Clearly, this book's own route embodies a richly-informed poststructuralist queer theory. The readings are provocative and promising, but they need to engage more with medieval intertextuality; moreover, engagement with actual text of Chaucer is quite modest. To be fair to Burger, this book is "ground-breaking" for future applications of and intersections with queer theory. But it would be good to see more of the intensive study, say, of medieval discourses of the body (medical, theological, and literary) found in recent work by Mark Jordan and Karma Lochrie--and perhaps not see as intensively the critical regimes of Father Foucault and his children. Furthermore, just as Burger rightly wishes to "resist essentializing Chaucer's identity and its connection with heterosexuality in critical history" (xiv), what is to prevent a postmodern approach, with its undoubtedly productive and polysemous and indeterminate inquiry, from becoming an essentialist body as well?

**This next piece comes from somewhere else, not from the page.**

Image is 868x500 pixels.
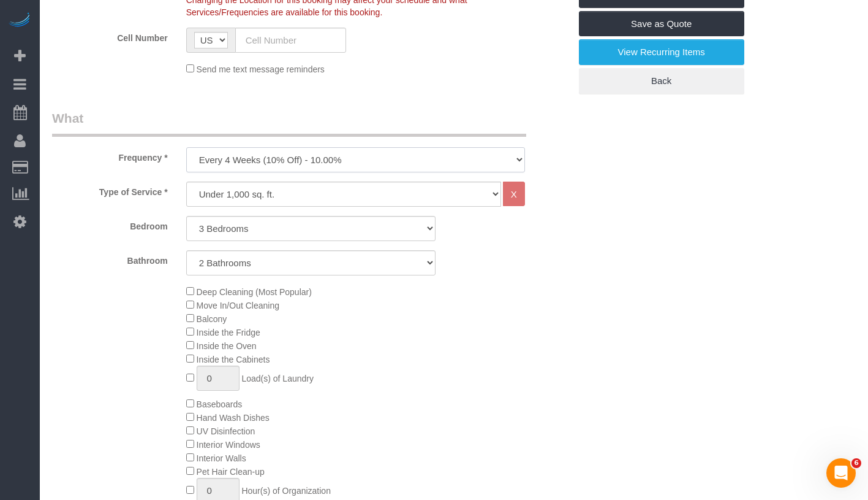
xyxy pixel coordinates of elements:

Yet the queer nation of Chaucer foregrounds a very important idea of the "middle" position of the Canterbury pilgrims and the real conditions of emerging "middle" identities. Above all, Burger shows how important it is to keep the study of the perpetually varying examples in the Canterbury Tales historically situated--not simply reading the modern hetero-homosexual binary into the sex-gender system and keeping the sodomitical at the forefront.

A queer reading of Chaucer is fascinating, vital, and productive; it is also just as time-bound, and in that sense, presentist, as a Drydenesque reading of Father Chaucer and God's plenty. But queer readings insistently remind us that we cannot escape our own readings, and to the extent that is the case we must embrace the pleasure of this moment of touching the past.